I glanced between the two of them, and my cheeks flushed. Despite knowing Mark for years, I didn’t know he could cook. In fact, I knew little about my best friend’s husband other than the fact that they shared a bar, and he had a low tolerance for realitytelevision. Add it to the list of reasons I’d been a crappy friend over the past few years.

Chelsea smiled at me, some sort of understanding I couldn’t quite put my finger on, but the look disappeared as Mark came over and joined us, dropping delicious-smelling plates in front of us. While we set the table, Mark and Chelsea talked, regaling me with stories from the previous night at the bar. I took slow, apprehensive bites of my breakfast, waiting for my stomach to riot again. Instead, it let out a happy rumble as I chewed on the sausage, so I dared to eat more. Thank God they’d come over, because after breakfast, I was full for the first time in days.

“Thank you,” I muttered. “I needed this more than I knew.”

“We’ve got your back,” Chelsea said and then glanced over at Mark. “Hey, babe, I left that bag of medicine in the trunk of my car. Mind running out to grab it for me?”

“Sure,” he answered, placing the plates in the sink before hustling out the door.

As soon as it closed behind him, Chelsea reached out and took my hand. “Please don’t be mad, but I also grabbed you some pregnancy tests.”

“What?” I snapped, wrenching my hand away from her. “I-it’s just a stomach bug, Chelsea. I amnotpregnant.”

“Are you sure?” she said.

“Yes!”

She stared at me for a long moment and then shook her head. “Shit, okay. I’m reading too much into things. But you remember what my sister was like when she was pregnant?”Faintly.“We were talking this morning, about her rough first trimester, and it made me think of you. She was so sick, she hardly ate, and that zapped the last of her energy.”

“Doesn’t mean that’s happening to me.” Indignation washed over me as I stood, my body much stronger than earlier. As I turned on the water and began washing the dishes, my handsshook, almost unable to hold the plates. Pregnant. What a joke. Rule number one of pregnancy? It was a side effect of having sex, something I hadn’t entertained at all in a long time. Except for?—

“Oh, fuck.”

TWELVE

“I’m sorry, what did you just say?”

All the color drained from my face as the on-call doctor stared at me, annoyed impatience coloring his expression. He’d barely been in the room for a minute, already prattling on about the dozen patients waiting for test results. But that was before he uttered the three words I refused to believe.

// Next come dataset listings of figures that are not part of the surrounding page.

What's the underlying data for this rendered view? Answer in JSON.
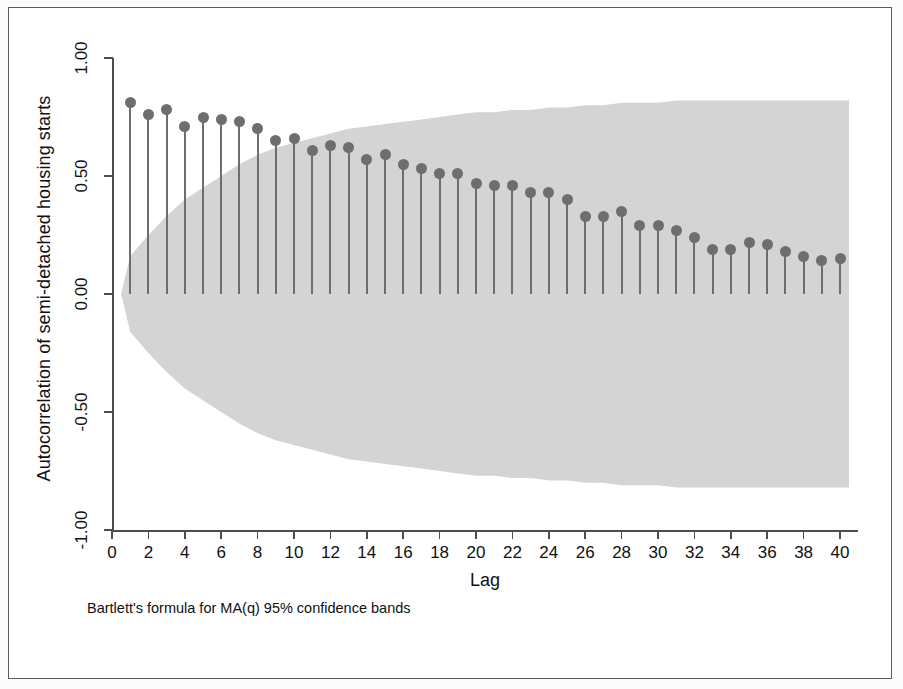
{
  "chart_data": {
    "type": "bar",
    "title": "",
    "xlabel": "Lag",
    "ylabel": "Autocorrelation of semi-detached housing starts",
    "note": "Bartlett's formula for MA(q) 95% confidence bands",
    "xlim": [
      0,
      41
    ],
    "ylim": [
      -1.0,
      1.0
    ],
    "grid": false,
    "legend": "none",
    "xticks": [
      0,
      2,
      4,
      6,
      8,
      10,
      12,
      14,
      16,
      18,
      20,
      22,
      24,
      26,
      28,
      30,
      32,
      34,
      36,
      38,
      40
    ],
    "xtick_labels": [
      "0",
      "2",
      "4",
      "6",
      "8",
      "10",
      "12",
      "14",
      "16",
      "18",
      "20",
      "22",
      "24",
      "26",
      "28",
      "30",
      "32",
      "34",
      "36",
      "38",
      "40"
    ],
    "yticks": [
      -1.0,
      -0.5,
      0.0,
      0.5,
      1.0
    ],
    "ytick_labels": [
      "-1.00",
      "-0.50",
      "0.00",
      "0.50",
      "1.00"
    ],
    "series_name": "autocorrelation",
    "categories": [
      1,
      2,
      3,
      4,
      5,
      6,
      7,
      8,
      9,
      10,
      11,
      12,
      13,
      14,
      15,
      16,
      17,
      18,
      19,
      20,
      21,
      22,
      23,
      24,
      25,
      26,
      27,
      28,
      29,
      30,
      31,
      32,
      33,
      34,
      35,
      36,
      37,
      38,
      39,
      40
    ],
    "values": [
      0.81,
      0.76,
      0.78,
      0.71,
      0.75,
      0.74,
      0.73,
      0.7,
      0.65,
      0.66,
      0.61,
      0.63,
      0.62,
      0.57,
      0.59,
      0.55,
      0.53,
      0.51,
      0.51,
      0.47,
      0.46,
      0.46,
      0.43,
      0.43,
      0.4,
      0.33,
      0.33,
      0.35,
      0.29,
      0.29,
      0.27,
      0.24,
      0.19,
      0.19,
      0.22,
      0.21,
      0.18,
      0.16,
      0.14,
      0.15
    ],
    "confidence_band": {
      "label": "95% confidence band",
      "color": "#d4d4d4",
      "upper": [
        0.16,
        0.25,
        0.33,
        0.4,
        0.45,
        0.5,
        0.55,
        0.59,
        0.62,
        0.64,
        0.66,
        0.68,
        0.7,
        0.71,
        0.72,
        0.73,
        0.74,
        0.75,
        0.76,
        0.77,
        0.77,
        0.78,
        0.78,
        0.79,
        0.79,
        0.8,
        0.8,
        0.81,
        0.81,
        0.81,
        0.82,
        0.82,
        0.82,
        0.82,
        0.82,
        0.82,
        0.82,
        0.82,
        0.82,
        0.82
      ],
      "lower": [
        -0.16,
        -0.25,
        -0.33,
        -0.4,
        -0.45,
        -0.5,
        -0.55,
        -0.59,
        -0.62,
        -0.64,
        -0.66,
        -0.68,
        -0.7,
        -0.71,
        -0.72,
        -0.73,
        -0.74,
        -0.75,
        -0.76,
        -0.77,
        -0.77,
        -0.78,
        -0.78,
        -0.79,
        -0.79,
        -0.8,
        -0.8,
        -0.81,
        -0.81,
        -0.81,
        -0.82,
        -0.82,
        -0.82,
        -0.82,
        -0.82,
        -0.82,
        -0.82,
        -0.82,
        -0.82,
        -0.82
      ]
    },
    "marker_color": "#6e6e6e",
    "stem_color": "#6e6e6e"
  }
}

“You’re pregnant, Miss Woods,” he repeated and rubbed his eyes with his thumb and forefinger. “From the look of things, you’re already approaching your second trimester. Almost twelve weeks, if you reported your last menstrual cycle accurately.”

Pregnant.

Everything in my body had gone numb, and my mind refused to process his words, no matter how many times he repeated them. My eyes blinked, my breaths went in and out of my lungs, but there was nothing happening behind the scenes. My brain was a wide, open field, only the word ‘pregnant’ in the clouds above it.

“Kins?” Chelsea’s voice broke through a little of the mist. She squeezed my hand a little tighter, not having let go sincethe doctor walked into the room. “Did you hear what Dr. Arnav said?”

I nodded, and Chelsea wrapped her arm around my shoulders, steadying me when all my instincts screamed at me to run. I held on to her, just as I’d borrowed her strength all morning.

“You had no idea?” Chelsea asked. “Did you miss your period?”

“Yes, but that’s not exactly strange for me.” I grimaced up at the doctor. “My cycle’s never been regular. It could be three weeks, could be six months. Depends on my stress level.” Which, for the last three months, had been at an all-time high.

Dr. Arnav nodded. “I’d follow up with your OBGYN when you leave, but we can do a scan to get a quick measure. Check the heartbeat for you.”

I frowned down at my stomach, trying to recall health classes from middle school and where my uterus was located. Everything seemed the same. The same pouch I’d had my entire adult life, the same bulge over the hem of my leggings—a little more bloated, but I’d blamed my stomach bug.

Not the freaking embryo growing inside it.

“I’ll grab the machine and the ultrasound tech, and then we’ll get you home.” Dr. Arnav stepped closer to me, and my eyes snapped up to meet his worried scowl. “Is there someone else you’d like to call before we do the scan?”

Oh, God. Did he mean the father? Oh,fuckno. The idea of telling Jace snapped me out of my stupor, and I climbed off the table. As Dr. Arnav and Shannon tried to calm me down, I reached out and snatched the file off the counter. “This is some kind of joke. It’s not me. I am not pregnant.”

Dr. Arnav’s eyes darted to the door, as if willing someone to come into the room. He tried to take the file back, but I held tight, scanning the numbers as if they’d make any sense to me,hoping—no,praying—for some sort of mistake. But there, at the top, was my full name, the test results below it for the world to see.